Site Trust Pages Checklist
Trust pages help readers understand who runs the site, how the site handles information, what limits apply, and how corrections or legal/privacy concerns can be raised.
Core trust pages
| Page | Purpose |
|---|---|
| About | Explains who publishes the site and what the site is for. |
| Contact | Provides an appropriate route for corrections, legal/privacy requests, accessibility issues, or business/editorial inquiries. |
| Privacy Policy | Explains data, cookies, ads, analytics, consent, and user privacy basics. |
| Terms | Sets conditions for using the site. |
| Disclaimer | Explains educational limits and prevents the site from sounding like professional advice where it is not. |
| Editorial Standards | Explains how content is prepared, reviewed, corrected, and updated. |
| Accessibility | Explains accessibility intent and how users can report barriers. |
Author and publisher context
Author pages can help where the site uses named authors or pen names. They should not invent credentials or imply professional licensing that does not exist.
Do not overstate trust
A trust page should make the site clearer, not make unsupported claims. Avoid fake endorsements, fake awards, fake review counts, or statements that imply official status with Google, Bing, AdSense, or other platforms.
Important limitation
This guide is a practical publishing checklist. It does not guarantee indexing, ranking, AdSense approval, legal compliance, accessibility certification, or security. Always confirm current requirements in the relevant official tools and policy pages.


> _WORK TASK_:
Print exactly, and only, the lines from the one containing "For every button, label, input, icon, or" through the last line of the records below, both included; leave out the pictures.

(Dataset listings of figures)
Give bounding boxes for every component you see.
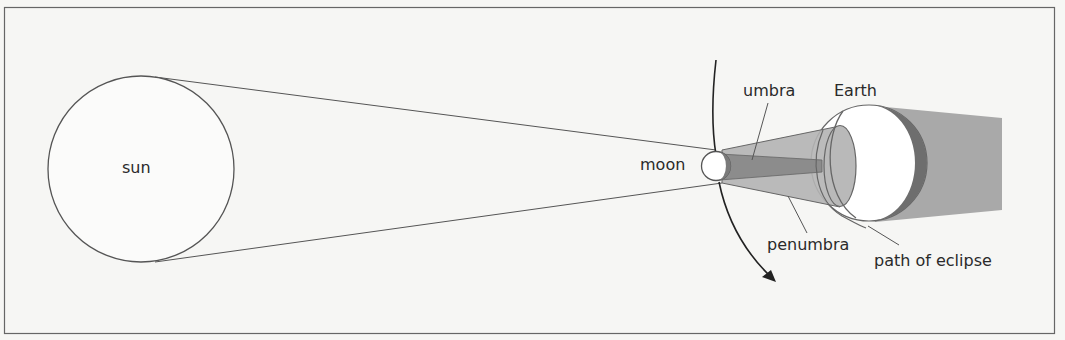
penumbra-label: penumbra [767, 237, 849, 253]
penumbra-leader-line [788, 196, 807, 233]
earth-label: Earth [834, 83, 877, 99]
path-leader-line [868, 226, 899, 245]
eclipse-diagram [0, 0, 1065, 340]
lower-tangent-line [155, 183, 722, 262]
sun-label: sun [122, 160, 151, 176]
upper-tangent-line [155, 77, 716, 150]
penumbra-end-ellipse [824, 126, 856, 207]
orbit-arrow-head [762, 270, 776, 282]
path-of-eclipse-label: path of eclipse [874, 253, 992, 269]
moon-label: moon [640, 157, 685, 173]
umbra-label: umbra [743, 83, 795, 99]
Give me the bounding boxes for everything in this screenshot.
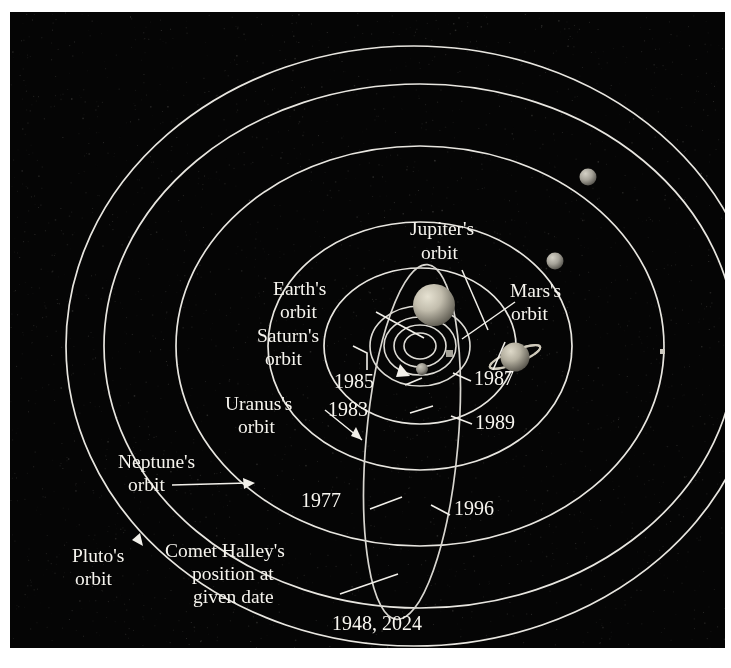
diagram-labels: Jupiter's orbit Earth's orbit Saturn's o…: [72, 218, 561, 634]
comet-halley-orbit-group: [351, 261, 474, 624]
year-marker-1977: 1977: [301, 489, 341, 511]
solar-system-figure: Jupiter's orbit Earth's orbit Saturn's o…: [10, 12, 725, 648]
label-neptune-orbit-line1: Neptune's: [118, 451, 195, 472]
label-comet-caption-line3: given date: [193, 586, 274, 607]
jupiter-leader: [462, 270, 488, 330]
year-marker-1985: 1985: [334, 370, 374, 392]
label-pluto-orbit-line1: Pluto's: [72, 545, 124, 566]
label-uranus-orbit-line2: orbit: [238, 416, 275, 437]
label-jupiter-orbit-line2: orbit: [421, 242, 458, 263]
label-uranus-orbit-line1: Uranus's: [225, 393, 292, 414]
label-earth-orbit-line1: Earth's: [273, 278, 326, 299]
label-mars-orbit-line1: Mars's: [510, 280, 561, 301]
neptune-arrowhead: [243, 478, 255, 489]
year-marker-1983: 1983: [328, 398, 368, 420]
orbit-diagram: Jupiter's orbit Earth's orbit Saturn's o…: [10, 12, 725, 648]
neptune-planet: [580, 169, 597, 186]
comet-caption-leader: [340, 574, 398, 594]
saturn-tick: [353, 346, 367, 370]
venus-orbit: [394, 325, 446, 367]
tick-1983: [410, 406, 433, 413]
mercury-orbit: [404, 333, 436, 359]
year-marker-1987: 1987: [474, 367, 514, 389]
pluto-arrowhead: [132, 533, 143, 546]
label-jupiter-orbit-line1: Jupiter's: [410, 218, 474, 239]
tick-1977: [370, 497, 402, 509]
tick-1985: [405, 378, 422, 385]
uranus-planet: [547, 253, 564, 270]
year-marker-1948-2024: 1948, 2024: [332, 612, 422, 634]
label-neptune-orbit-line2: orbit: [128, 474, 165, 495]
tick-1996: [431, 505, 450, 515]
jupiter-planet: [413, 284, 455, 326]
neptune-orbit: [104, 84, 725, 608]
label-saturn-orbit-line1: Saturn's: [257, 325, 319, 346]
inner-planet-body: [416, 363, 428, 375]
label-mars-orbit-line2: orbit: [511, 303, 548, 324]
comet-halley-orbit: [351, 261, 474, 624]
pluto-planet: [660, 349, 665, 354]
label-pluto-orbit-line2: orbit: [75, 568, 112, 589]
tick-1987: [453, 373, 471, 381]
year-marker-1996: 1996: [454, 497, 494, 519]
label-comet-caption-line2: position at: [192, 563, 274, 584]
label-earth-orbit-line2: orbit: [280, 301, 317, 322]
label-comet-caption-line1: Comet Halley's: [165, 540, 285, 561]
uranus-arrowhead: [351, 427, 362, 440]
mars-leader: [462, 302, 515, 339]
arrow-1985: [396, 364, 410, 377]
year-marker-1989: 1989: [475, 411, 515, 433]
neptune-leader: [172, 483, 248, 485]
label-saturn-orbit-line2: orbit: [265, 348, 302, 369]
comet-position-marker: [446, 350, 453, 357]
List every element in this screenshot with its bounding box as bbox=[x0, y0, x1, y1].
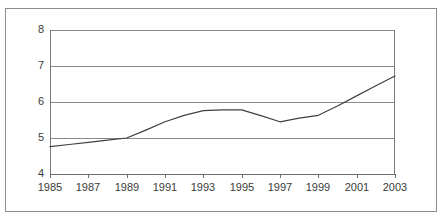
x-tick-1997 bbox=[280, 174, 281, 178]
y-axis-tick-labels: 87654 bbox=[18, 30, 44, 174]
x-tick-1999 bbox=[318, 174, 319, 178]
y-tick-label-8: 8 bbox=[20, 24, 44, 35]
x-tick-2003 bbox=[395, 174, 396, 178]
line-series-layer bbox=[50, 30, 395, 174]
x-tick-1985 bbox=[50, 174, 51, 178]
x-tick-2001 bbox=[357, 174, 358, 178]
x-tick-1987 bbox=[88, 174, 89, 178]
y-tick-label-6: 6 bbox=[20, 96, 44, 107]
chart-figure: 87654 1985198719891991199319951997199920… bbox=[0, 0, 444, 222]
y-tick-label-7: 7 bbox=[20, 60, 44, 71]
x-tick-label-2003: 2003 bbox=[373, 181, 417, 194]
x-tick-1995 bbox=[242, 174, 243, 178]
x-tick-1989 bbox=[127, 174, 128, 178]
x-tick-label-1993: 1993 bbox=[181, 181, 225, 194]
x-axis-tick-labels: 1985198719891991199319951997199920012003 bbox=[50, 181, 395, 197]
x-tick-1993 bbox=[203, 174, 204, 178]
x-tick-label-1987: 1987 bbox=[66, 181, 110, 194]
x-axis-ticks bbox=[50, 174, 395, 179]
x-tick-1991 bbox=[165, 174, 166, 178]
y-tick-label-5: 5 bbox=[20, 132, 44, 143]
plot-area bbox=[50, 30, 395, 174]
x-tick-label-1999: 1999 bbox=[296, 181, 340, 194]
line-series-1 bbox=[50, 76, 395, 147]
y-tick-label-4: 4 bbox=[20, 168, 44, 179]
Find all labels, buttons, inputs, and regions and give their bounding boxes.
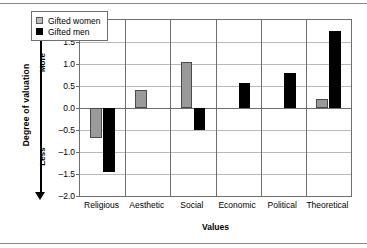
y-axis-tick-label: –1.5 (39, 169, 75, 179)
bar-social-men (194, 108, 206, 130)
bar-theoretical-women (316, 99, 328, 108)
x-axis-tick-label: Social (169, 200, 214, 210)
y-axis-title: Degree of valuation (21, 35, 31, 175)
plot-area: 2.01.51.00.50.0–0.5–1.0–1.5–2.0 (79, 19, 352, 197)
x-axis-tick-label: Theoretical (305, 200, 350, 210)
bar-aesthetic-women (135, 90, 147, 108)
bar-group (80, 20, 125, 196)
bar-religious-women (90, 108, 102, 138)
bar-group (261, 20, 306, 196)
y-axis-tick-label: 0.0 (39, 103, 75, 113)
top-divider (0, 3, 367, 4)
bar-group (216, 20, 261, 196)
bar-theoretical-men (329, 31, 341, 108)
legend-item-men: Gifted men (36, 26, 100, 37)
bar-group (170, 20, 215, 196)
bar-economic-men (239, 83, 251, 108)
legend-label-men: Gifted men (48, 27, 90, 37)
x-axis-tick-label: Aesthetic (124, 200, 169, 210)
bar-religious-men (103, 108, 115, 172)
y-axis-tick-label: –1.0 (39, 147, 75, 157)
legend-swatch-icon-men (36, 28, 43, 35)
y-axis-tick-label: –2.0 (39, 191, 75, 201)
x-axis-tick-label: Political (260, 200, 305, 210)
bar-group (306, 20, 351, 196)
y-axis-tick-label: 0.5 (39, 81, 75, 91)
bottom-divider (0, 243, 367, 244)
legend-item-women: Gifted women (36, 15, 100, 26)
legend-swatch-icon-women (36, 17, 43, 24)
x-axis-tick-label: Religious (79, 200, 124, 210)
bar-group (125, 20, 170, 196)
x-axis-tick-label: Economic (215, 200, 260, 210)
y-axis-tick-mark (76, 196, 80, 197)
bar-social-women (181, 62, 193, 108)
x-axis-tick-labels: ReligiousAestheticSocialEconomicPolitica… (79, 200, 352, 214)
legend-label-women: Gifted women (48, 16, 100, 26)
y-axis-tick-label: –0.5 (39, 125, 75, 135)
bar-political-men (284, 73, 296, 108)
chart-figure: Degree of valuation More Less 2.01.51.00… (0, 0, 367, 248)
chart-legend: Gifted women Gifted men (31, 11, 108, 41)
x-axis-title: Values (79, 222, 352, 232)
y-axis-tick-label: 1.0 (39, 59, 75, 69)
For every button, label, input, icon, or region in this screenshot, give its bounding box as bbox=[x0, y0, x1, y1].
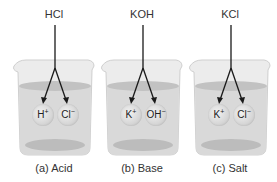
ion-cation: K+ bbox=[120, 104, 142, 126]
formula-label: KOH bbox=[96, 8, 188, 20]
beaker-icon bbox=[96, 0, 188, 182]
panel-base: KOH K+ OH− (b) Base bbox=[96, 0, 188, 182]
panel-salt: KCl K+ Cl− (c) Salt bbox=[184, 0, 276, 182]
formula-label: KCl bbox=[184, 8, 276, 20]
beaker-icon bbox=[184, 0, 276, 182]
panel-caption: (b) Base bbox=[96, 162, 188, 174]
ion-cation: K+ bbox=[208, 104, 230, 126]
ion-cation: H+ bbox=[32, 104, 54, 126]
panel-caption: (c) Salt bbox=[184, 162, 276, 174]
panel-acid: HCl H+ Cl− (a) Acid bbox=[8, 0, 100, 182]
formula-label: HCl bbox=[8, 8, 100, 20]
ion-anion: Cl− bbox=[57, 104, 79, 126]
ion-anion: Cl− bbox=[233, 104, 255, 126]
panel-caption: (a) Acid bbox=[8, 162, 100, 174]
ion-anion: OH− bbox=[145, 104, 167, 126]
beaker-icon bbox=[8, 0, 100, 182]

> _WRITTEN ANSWER_:
For every button, label, input, icon, or region in this screenshot, give its bounding box as bbox=[x0, y0, x1, y1].
ion-cation: K+ bbox=[120, 104, 142, 126]
formula-label: KOH bbox=[96, 8, 188, 20]
beaker-icon bbox=[96, 0, 188, 182]
panel-base: KOH K+ OH− (b) Base bbox=[96, 0, 188, 182]
panel-salt: KCl K+ Cl− (c) Salt bbox=[184, 0, 276, 182]
formula-label: KCl bbox=[184, 8, 276, 20]
beaker-icon bbox=[184, 0, 276, 182]
panel-caption: (b) Base bbox=[96, 162, 188, 174]
ion-cation: K+ bbox=[208, 104, 230, 126]
ion-cation: H+ bbox=[32, 104, 54, 126]
panel-caption: (c) Salt bbox=[184, 162, 276, 174]
panel-acid: HCl H+ Cl− (a) Acid bbox=[8, 0, 100, 182]
formula-label: HCl bbox=[8, 8, 100, 20]
ion-anion: Cl− bbox=[57, 104, 79, 126]
ion-anion: Cl− bbox=[233, 104, 255, 126]
panel-caption: (a) Acid bbox=[8, 162, 100, 174]
ion-anion: OH− bbox=[145, 104, 167, 126]
beaker-icon bbox=[8, 0, 100, 182]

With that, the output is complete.